A wrongful death claim exists when a person’s death is caused by another party’s wrongful act, negligence, default, or breach of contract/warranty, and the decedent could have sued for the injury if they had lived.
Who Files the Case? (This Is a Common Suprise)
In Florida, the lawsuit must be filed by the decedent’s “personal representative” (the estate’s court-appointed representative).
The personal representative brings the case for the benefit of the decedent’s survivors and estate.
Survivors are defined by statute (not just “close family”), and can include:
- Spouse
- Children
- Parents
- Certain dependent blood relatives / adoptive siblings
Florida also defines “minor children” as under age 25 (for wrongful death purposes).
What Damages are Available
Florida requires that all potential beneficiaries (survivors + estate) be identified in the complaint.
Damages are mainly split into (A) survivor damages and (B) estate damages.
A) Survivor damages (typical)
- Lost support and services (past and future), reduced to present value.
- Spouse
- loss of companionship/protection + mental pain and suffering.
- Children
- Minor children can recover for lost parental companionship/instruction/guidance + mental pain and suffering
- All children can recover those damages only if there is no surviving spouse.
- Parents
- of a deceased minor child: mental pain and suffering
- of an adult child: mental pain and suffering only if there are no other survivors.
- Medical/funeral expenses paid by a survivor can be recovered by that survivor.
B) Estate damages (typical)
- The personal representative may recover for the estate;
- the decedent’s lost earnings from injury to death (with offsets), and in some cases lost “net accumulations” the decedent likely would have saved.
- medical/funeral expenses that became a charge against the estate (or were paid on the decedent’s behalf).
- Estate awards are generally subject to creditor claims in probate.
A Key Florida-Specific Limitation
If the injury results in death, Florida provides that the decedent’s personal injury claim does not “survive” as a separate case—it abates, and the recovery is through wrongful death damages. This is why Florida wrongful death cases often do not include the decedent’s own pain and suffering as a separate damage item.
Deadlines (Statute of Limitations)
General rule: wrongful death actions must be commenced within 2 years.
There are special rules/exceptions, including an exception allowing certain intentional-tort deaths (from acts described in specified homicide statutes) to be brought without the normal time limit against a natural person.

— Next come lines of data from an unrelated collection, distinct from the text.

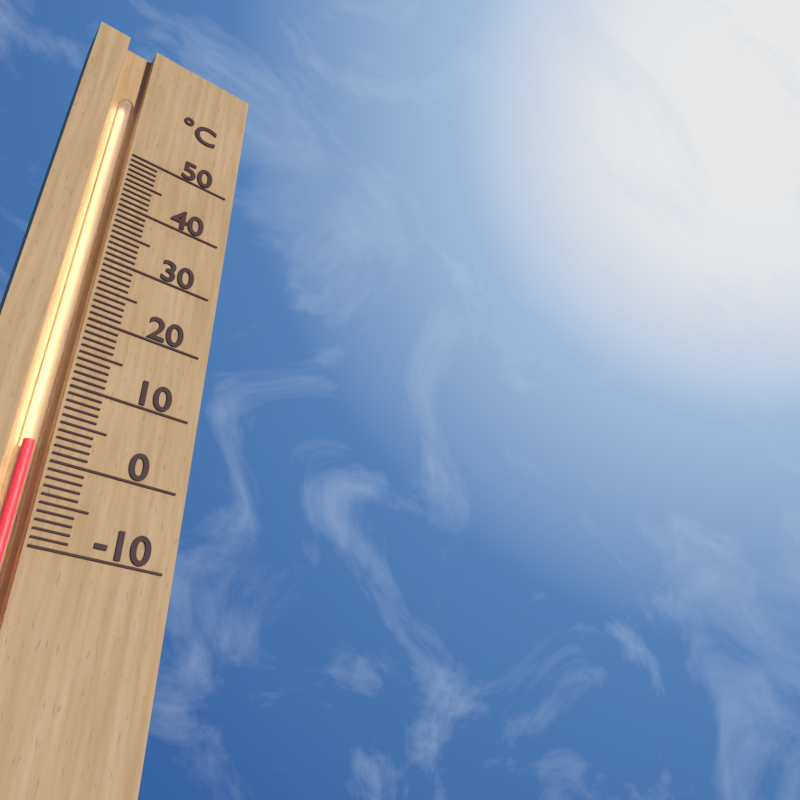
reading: 2 °C
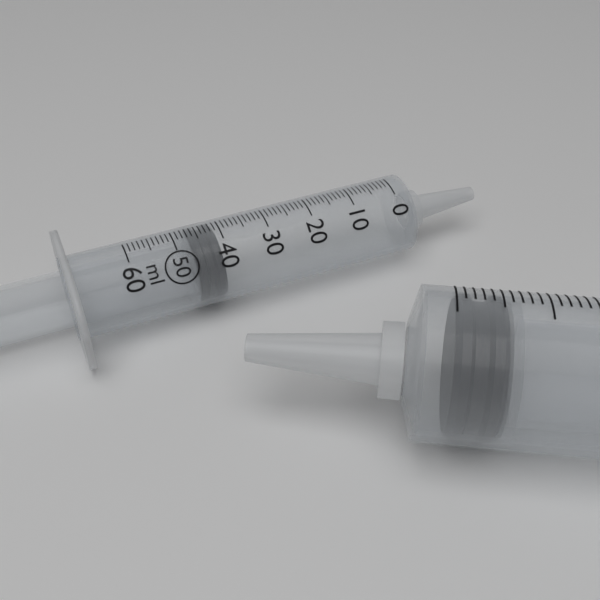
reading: 41 ml
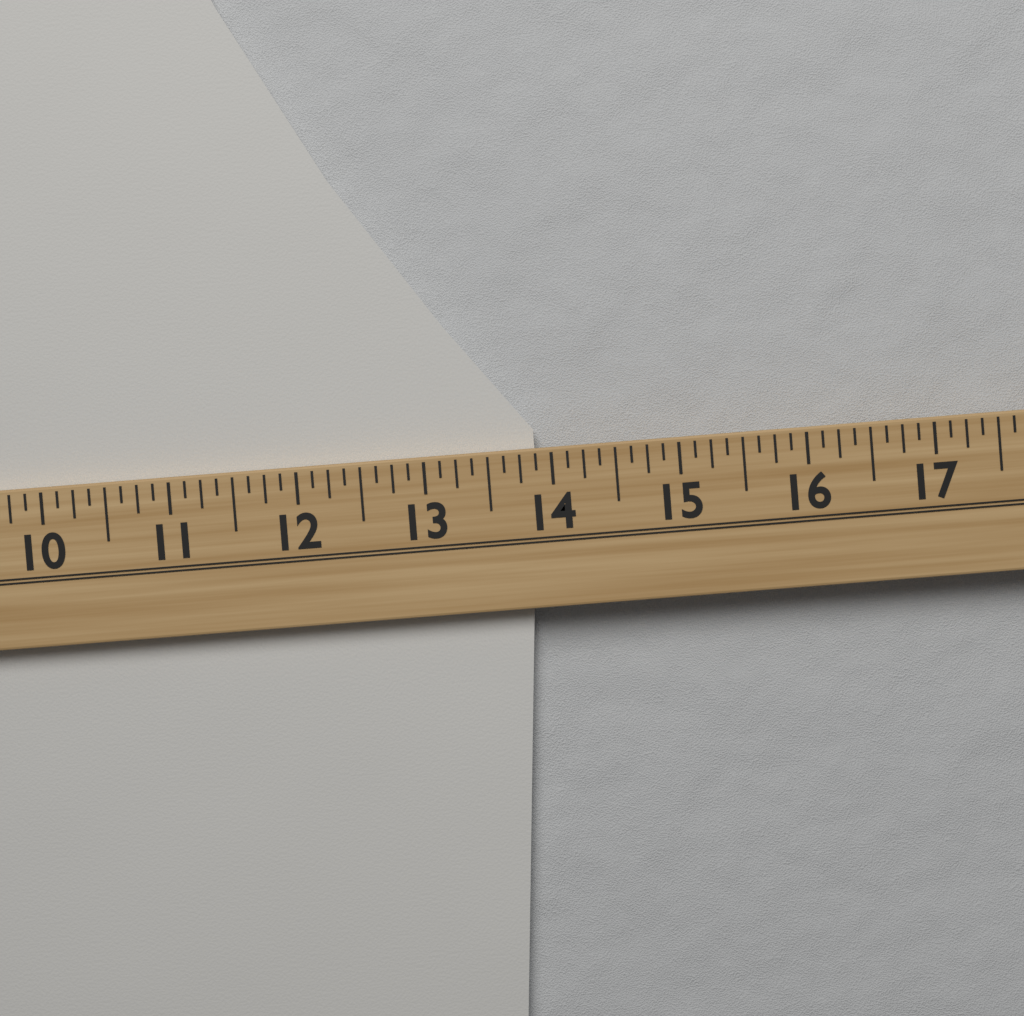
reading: 13.875 (no unit)
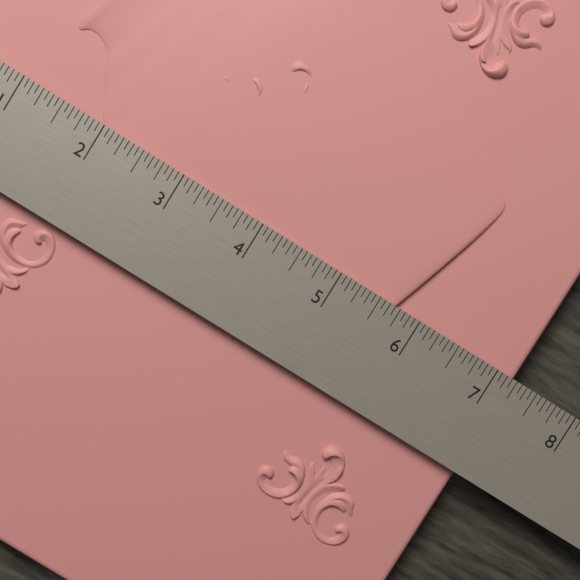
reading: 7.2500 in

Because deadlines can turn on details (who the defendant is, what caused the death, when
discovery occurred, tolling rules), treat the 2-year period as a hard planning constraint.
Two Big “special situation” Buckets
1) Medical Negligence (Medical Malpractice) Deaths
Medical negligence claims have pre-suit requirements (notice, screening period, informal discovery), and serving the notice can toll the statute of limitations during the pre-suit period.
Also, Florida has a major carve-out in § 768.21(8): for medical negligence claims, the statute says the mental pain/suffering damages in subsections (3) and (4) are not recoverable by
- adult children (for their deceased parent)
- parents of an adult child.
This is the provision often called the “free kill” issue in media/politics, and it has been the subject of recent legislative activity. For example: a repeal bill passed in 2025 but was vetoed, and similar reform proposals have been discussed heading into the 2026 session.
Separately, Florida’s Supreme Court held unconstitutional (in a wrongful death medical malpractice context) a statutory cap on noneconomic damages under § 766.118.
2) Claims Against the State/Cities/Counties (Sovereign Immunity)
If the defendant is a government entity, Florida’s sovereign immunity waiver statute:
- caps recovery per person/per incident (commonly $200,000 / $300,000, with amounts above that requiring legislative action in many cases)
- imposes pre-suit notice/claims-presentment requirements (including a 2-year presentment requirement for wrongful death claims in the statute).
Practical Process (How These Cases Usually Move)
- Open the estate / appoint the personal representative (probate step), because that’s who has standing to file.
- Investigate liability and causation (records, crash reports, product evidence, facility policies, witnesses, expert review as needed).
- File within deadlines and name/identify all survivors in the complaint.
- Compute damages by category (each survivor’s claim is different under the statute).
If you or someone you know has lost someone due to the negligence of a third person, please contact our office for a free consultation regarding your rights to compensation.